Step 3: Analyze Search Console Performance Data

Time: 30 minutes | Tool: Google Search Console In Google Search Console, navigate to Enhancements > Structured Data to see Google's perspective on your schema implementation. This report shows valid items, warnings, and errors across your entire site. Click into each structured data type to see specific error details and affected URLs. Cross-reference these errors with your Screaming Frog data to identify discrepancies - sometimes Google sees errors that testing tools miss, often related to dynamic content or JavaScript rendering. Export the error data and note which schema types have the highest error rates. Check the "Valid with warnings" section particularly carefully, as these represent optimization opportunities where your schema works but could perform better.

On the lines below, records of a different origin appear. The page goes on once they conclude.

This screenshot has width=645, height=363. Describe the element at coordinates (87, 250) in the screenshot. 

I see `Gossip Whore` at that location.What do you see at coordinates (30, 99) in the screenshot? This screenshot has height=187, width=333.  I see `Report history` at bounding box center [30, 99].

Step 4: Identify Missing Schema Opportunities

Time: 40 minutes | Tool: Schema Pro Using Schema Pro's schema type library, audit your content types against available schema opportunities. Go through your site's main content categories - if you have FAQ sections, check if you're using FAQ schema; for how-to content, verify HowTo schema implementation; for reviews, ensure Review and AggregateRating schemas are present. Pay special attention to newer schema types that might not be in your original implementation: VideoObject schema for embedded videos, SpecialAnnouncement for COVID updates or business changes, or Product schema with enhanced properties like shipping details or return policies. Create a priority matrix based on traffic potential and implementation effort - high-traffic pages with easy schema wins should top your list.

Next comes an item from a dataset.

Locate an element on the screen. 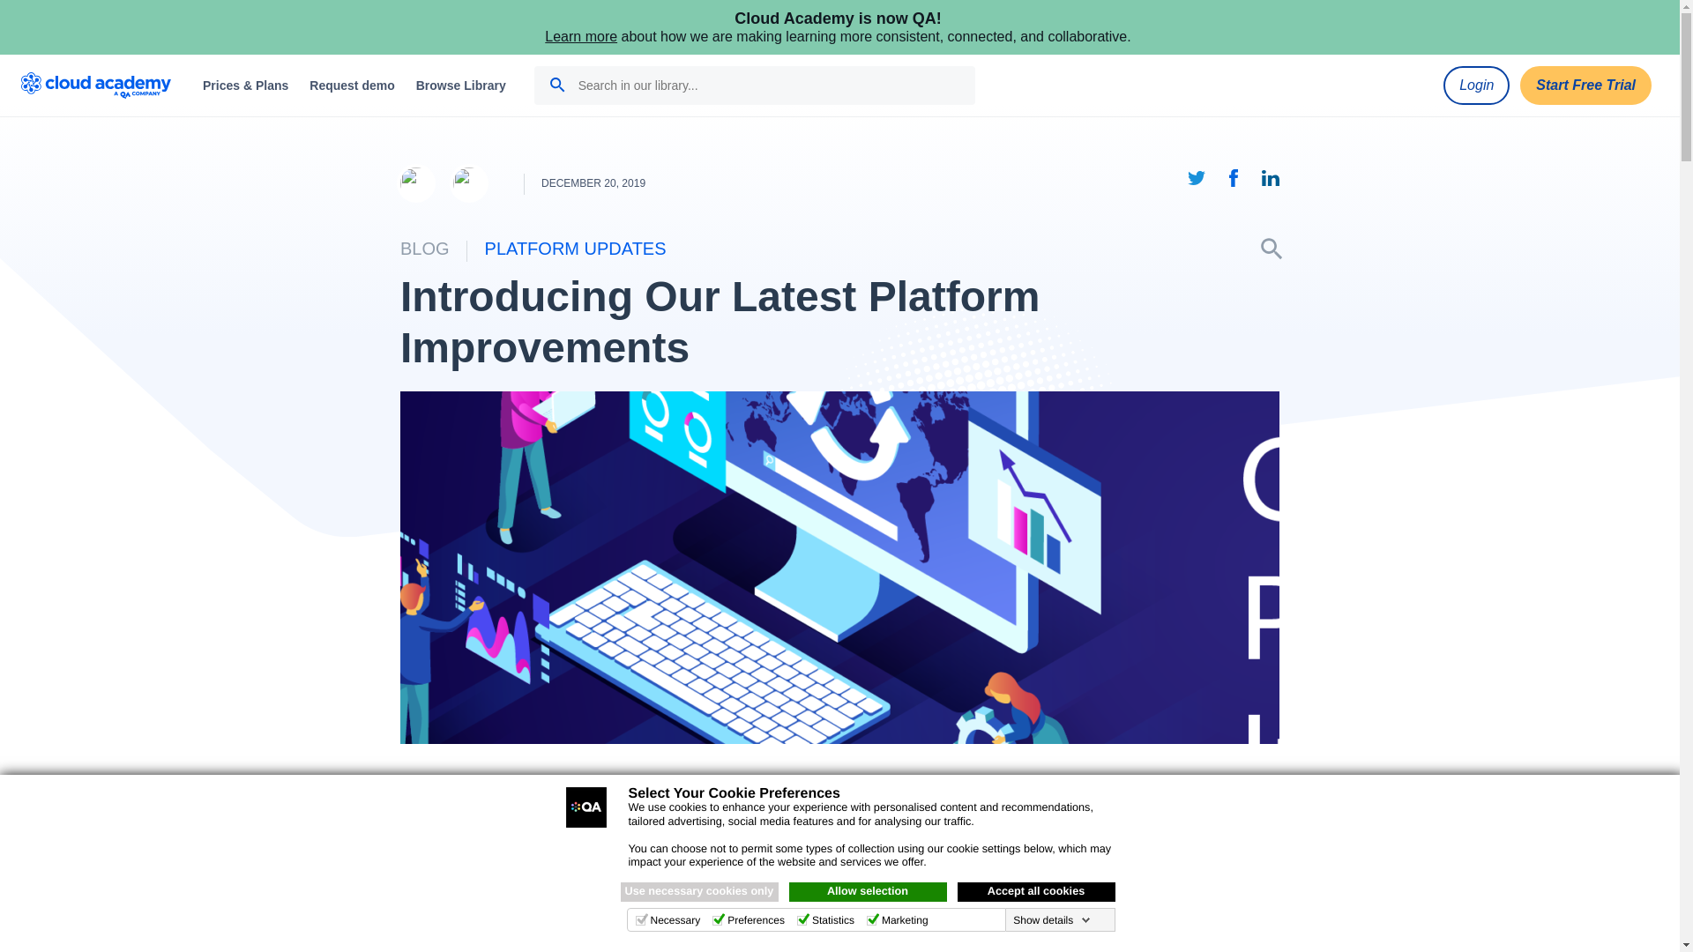 The image size is (1693, 952). Show details is located at coordinates (1051, 920).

Step 5: Create Implementation Priority Matrix

Time: 25 minutes | Tool: Google Search Console + Manual Analysis Combine data from all previous steps to create a prioritized action plan. Start with pages that have the highest Search Console impressions and click-through rates, then identify which of these have schema errors or missing opportunities. Use your GSC Performance report to see which pages already earn SERP features and could benefit from schema improvements. Categorize findings into three buckets: critical fixes (errors preventing rich results), high-impact opportunities (missing schema on high-traffic pages), and optimization wins (enhancing existing valid schema). Set timelines for each category - critical fixes should be addressed within one week, high-impact opportunities within one month, and optimization improvements within a quarter.

Common Pitfalls

  • Testing only homepage and major pages while missing schema errors on category pages, author pages, or pagination URLs that often contain important structured data
  • Focusing solely on validation without checking rich result eligibility - valid schema doesn't guarantee SERP features if required properties are missing
  • Ignoring mobile-specific schema issues that only appear when Google renders pages on mobile devices, which can affect mobile SERP features
  • Not accounting for dynamic content that changes schema markup based on user behavior, inventory levels, or time-sensitive information

Expected Results

A complete audit should reveal 15-30% of pages have schema markup errors or optimization opportunities, with high-traffic pages showing immediate improvement potential once fixes are implemented. You'll typically find 3-5 new schema types that could be implemented across your content, and existing schema can usually be enhanced with 2-4 additional properties per page. Track rich result appearances, SERP feature capture rates, and organic click-through rates as key performance indicators following your schema improvements.